How to Decipher Rejections
I wish someone had explained rejection letters to me when I was growing as a writer. Unfortunately no-one did so I took every no as just that. No, and nothing else.
You see, I only took notice of the refusal. That was it for me. The editor/publisher didn’t want my work and had returned it. End of!
What I didn’t realise was many of these so called rejection letters had golden nuggets of information in them. They weren’t the standard rejection slips that I imagined sat in toppling piles waiting to be stuffed into the stamped addressed envelopes that all writers had to send with their work.
Some of my rejections had hand-written words of advice on them. And I took no notice! A no was a no.
And then, one day, at a meeting of my local writers’ group, a Proper Writer – one who had real books published – told me that I was being encouraged by the editors who bothered to scrawl those words. If they said, ‘We would like to see more of your work’ they weren’t simply being polite as I had assumed. They actually meant it! If they told me a story wasn’t quite right and suggested I change the ending, they wanted me to do so and resubmit the revised story.
I was a learner-writer and had kept all my rejection letters. Once home I took out my beautiful folder and went through all the letters I’d received. Yes, I had been encouraged by several magazines and one book publisher had told me that my writing was powerful. Could the Proper Writer be correct? Did these unknown people really mean what they had typed or written? Wow! If they did, then my writing showed promise. I wasn’t the failure I thought.
All the standard rejection letters got ditched and I vowed to act on the ones that were no longer telling me the answer was an outright no. And eventually I became a Proper Writer.
My advice to new writers is to get rid of all the negatives. Don’t collect the No, Thank-Yous. Put them in the recycling bag. Keep the positives and act on them.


What this task involves: For the records below, output word for word the lines from the one with "Locate an element" up to and including the one with "The image size is (1395, 637).". No pictures.

--- Input Enclosed Below ---

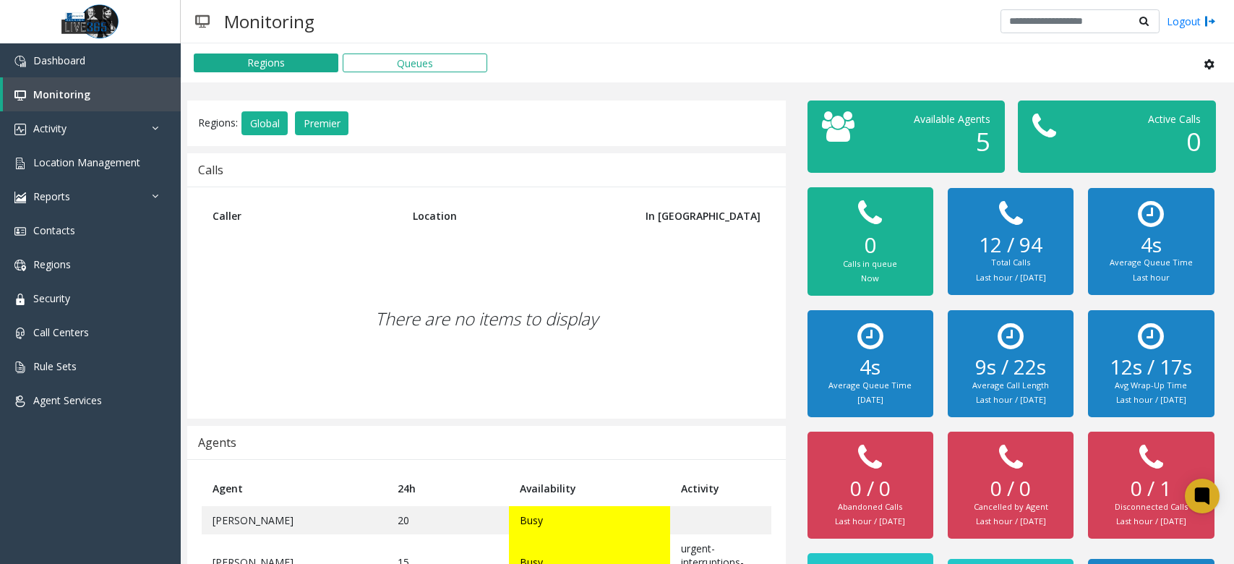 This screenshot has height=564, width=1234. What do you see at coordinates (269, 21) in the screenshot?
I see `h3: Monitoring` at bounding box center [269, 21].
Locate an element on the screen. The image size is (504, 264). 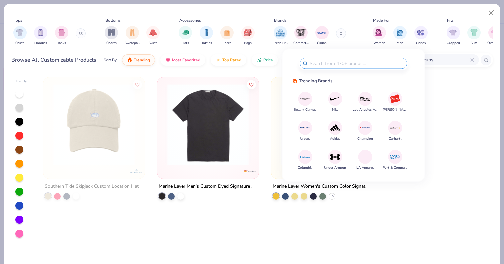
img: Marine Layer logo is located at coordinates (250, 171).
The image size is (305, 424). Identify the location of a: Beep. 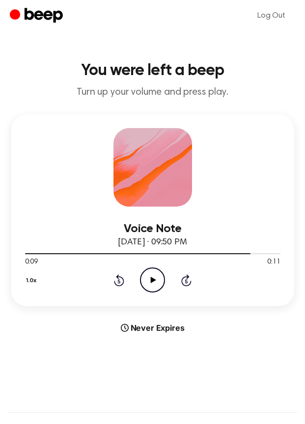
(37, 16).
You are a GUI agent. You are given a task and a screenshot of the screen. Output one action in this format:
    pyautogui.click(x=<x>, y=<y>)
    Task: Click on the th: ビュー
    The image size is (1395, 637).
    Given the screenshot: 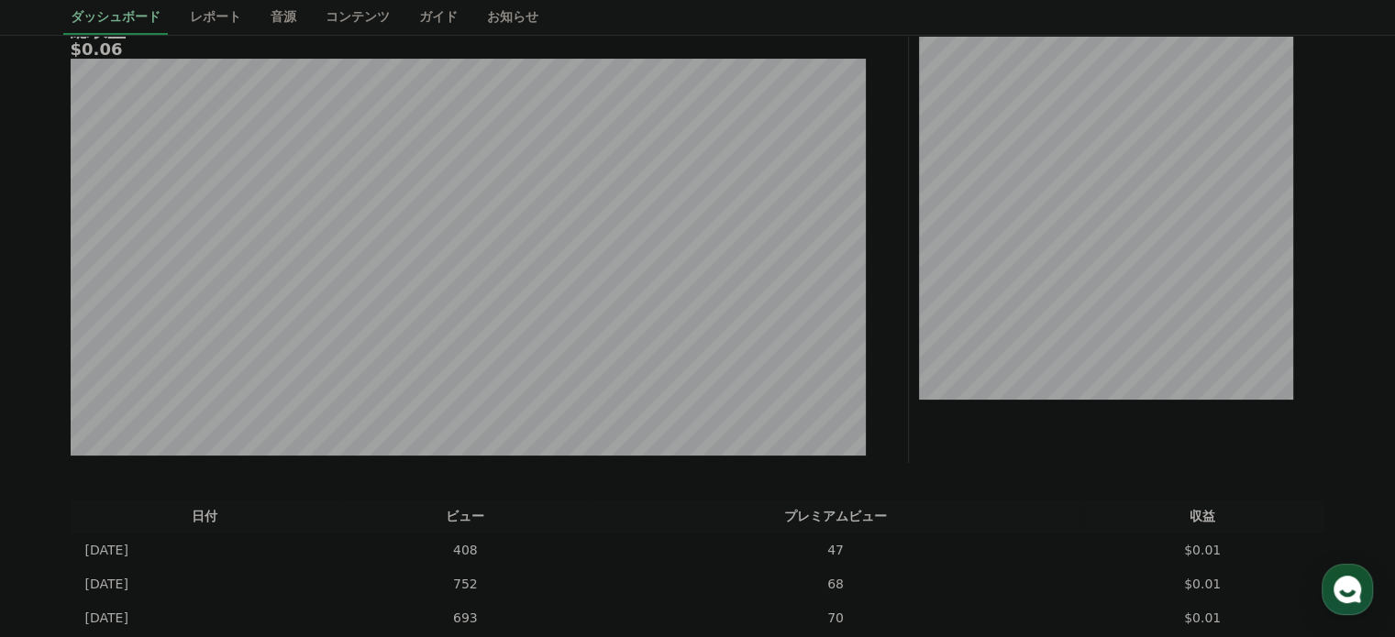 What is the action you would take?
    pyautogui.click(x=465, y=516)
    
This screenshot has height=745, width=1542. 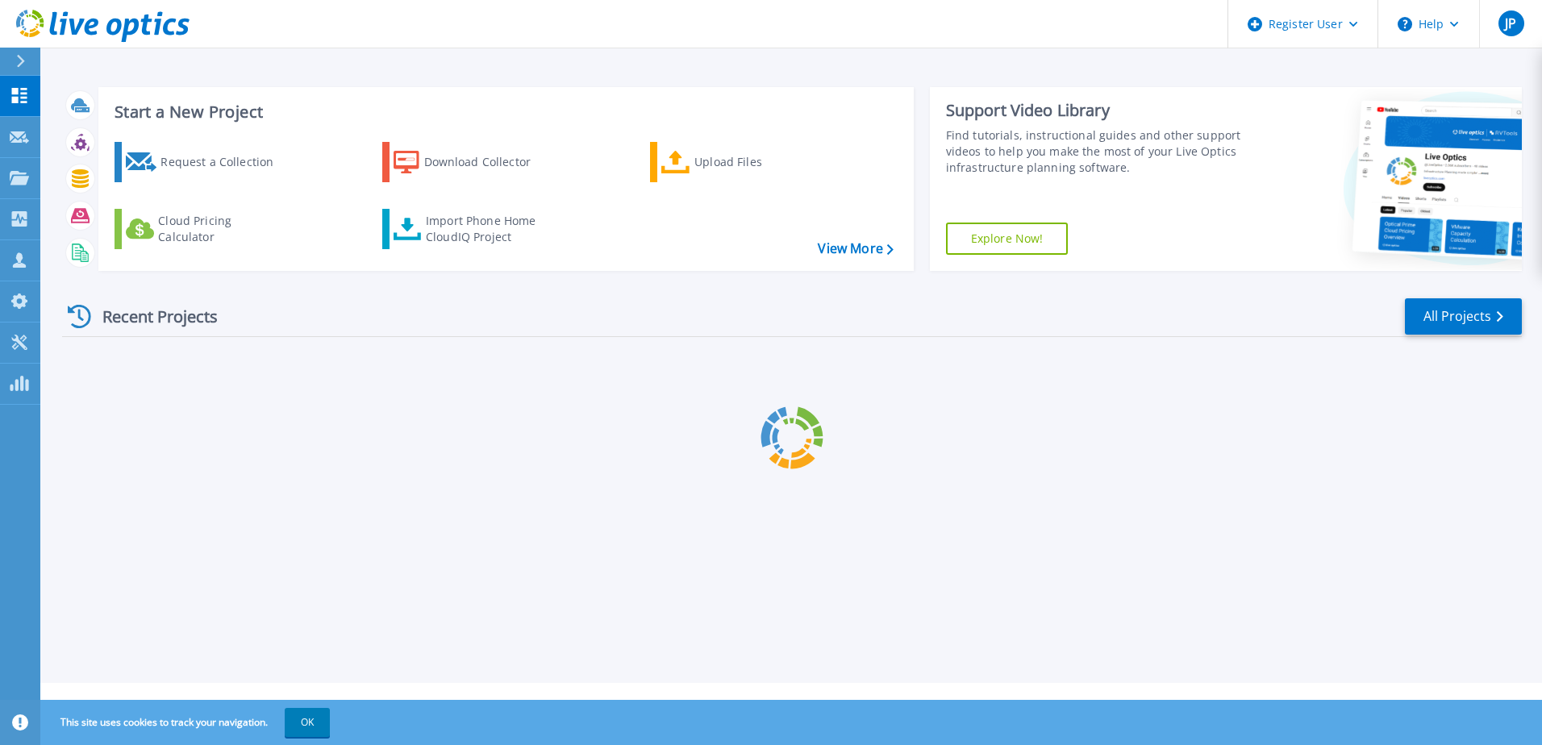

--- End of Enclosed Input ---

Result of this task:
Locate an element on the screen. The image size is (504, 264). 
img: Marine Layer logo is located at coordinates (250, 171).
The image size is (305, 424). Identify the location of a: Beep. 
(37, 16).
You are a GUI agent. You are given a task and a screenshot of the screen. Output one action in this format:
    pyautogui.click(x=<x>, y=<y>)
    Task: Click on the th: ビュー
    The image size is (1395, 637).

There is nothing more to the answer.